A Quote by Peter Jackson

I think everything that you do, you're learning. I mean, every movie that you make is like a film school; that's one of the things that I enjoy about filmmaking. — © Peter Jackson
I think everything that you do, you're learning. I mean, every movie that you make is like a film school; that's one of the things that I enjoy about filmmaking.
When you decide you want to make a film, you start listening to everything that anyone has to say about filmmaking and reading everything, and there's a maxim about film being a visual medium, and so you need to make, in a sense, a silent movie and layer on dialogue.
Every film is a challenge. I always say that making a movie is like film school - you're always learning. But unlike most schools, you never get done with it. You never learn everything.
All films are learning processes. I am still trying to work out how you make a movie. I didn't study at film school or any of those things. I didn't bother with film theory.
With every film that I am doing I am learning new things either about myself, or about filmmaking.
Going to film school just made me love it. Before film school, I didn't really think much of acting. I was more into making music, but going to school and learning about it every day, it made me grow profound respect for the art.
For me, as a film goer, I like nothing more than to sit in the cinema, have the lights go down and not know what I'm about to see or unfold on-screen. Every time we go to make a film, we do everything we can to try to systematise things so we're able to make the film in private, so that when it's finished it's up to the audience to make of it what they will.
I always try to better myself with every movie I make. I don't take anything sitting back, and so I try to learn from every film I make and carry that onto the next movie because I think it's important as a filmmaker to keep growing with each film, and I think I am growing with each movie.
One of the most telling things about film school is you've got a lot of students wandering around saying, "Oh, I wish I could make a movie. I wish I could make a movie."
I like acting, but I like filmmaking better. I went to film school. I want to make films.
I always try to better myself with every movie I make. I don't take anything sitting back and so I try to learn from every film I make and carry that onto the next movie because I think it's important as a filmmaker to keep growing with each film and I think I am growing with each movie. And I think it's important because you need to strive to better yourself.
I'm still learning. It's all a learning curve. Every time you sit down, with any given episode of any given show, it is a learning curve. You're learning something new about how to tell a story. But then, I've felt that way about everything I've ever done - television, features or whatever. Directing or writing, it always feels like the first day of school to me.
I think every filmmaker in Europe would be lying if they didn't say one day they just wanted to make a movie here in Hollywood or at least try it. It's very different from European filmmaking, because here it's like a real industry. It's very much about money and making money, which I think is fine, because it's very expensive to make movies.

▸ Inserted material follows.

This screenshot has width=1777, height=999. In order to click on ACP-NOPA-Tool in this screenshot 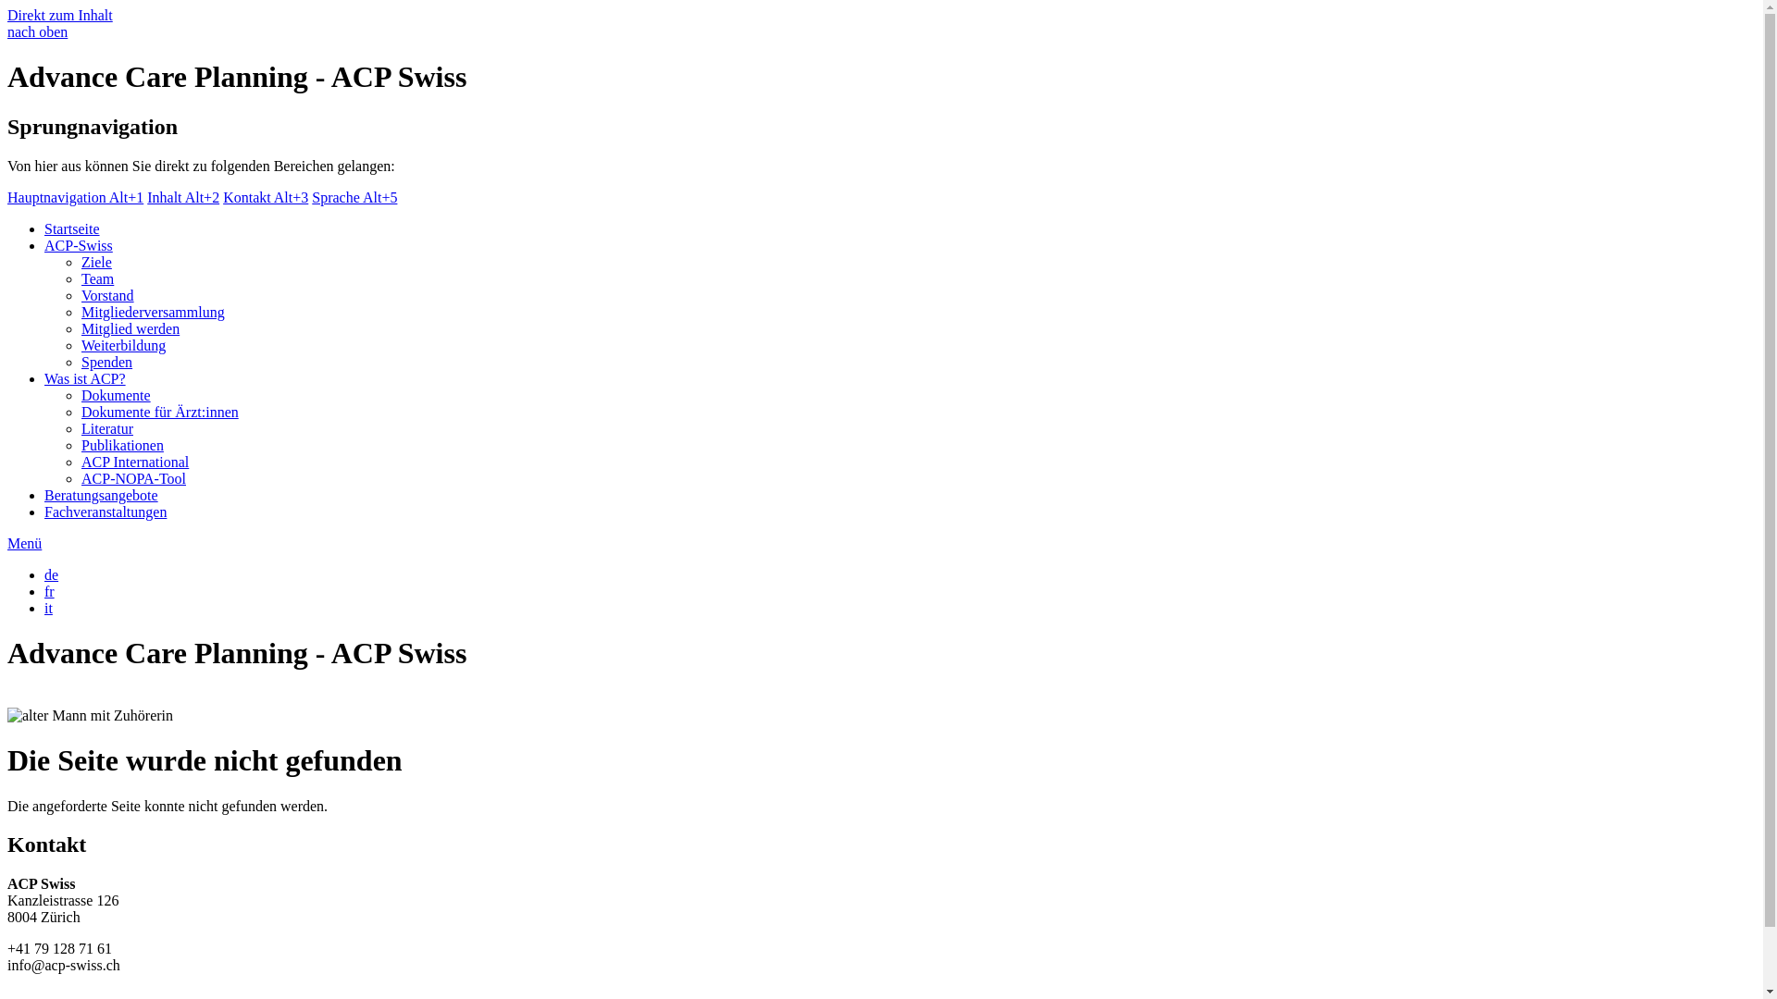, I will do `click(133, 478)`.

I don't think that this movie is the kind of movie that a magazine like In Touch even cares about, if you know what I mean. It's a Lars von Trier film. They care about Moneyball, not Melancholia. They care about what I wear to Melancholia premieres; they don't really care about a Lars von Trier film.
I think these are such different films that it's hard to compare, because with Quentin we were all just like, it was like a party every day, you know, it was like that film was just like silly, it was just really for fun, it was really, it wasn't, you know, to make a huge impact. I t was just we wanted to have fun and go to work every day and do a fun movie. And this is like huge, I mean, this is like huge studio film, there's a ton of action, it's like really hard work.

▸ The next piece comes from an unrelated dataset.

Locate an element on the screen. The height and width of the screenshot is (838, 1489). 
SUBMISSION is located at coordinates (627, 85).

Sometimes the theme of the film is something that comes down to the way you designed the film - that you're saying something about the world. And it's one of the things that I think animation can do, in a way that other forms of filmmaking can't do. Because every single thing you see has got to be designed and created.
It also happens that I don't actually teach about the stuff I make things about. I'm not a film history teacher. In that way, it's also a release. But the ideas that I talk about in the movie are the same I talk about in school.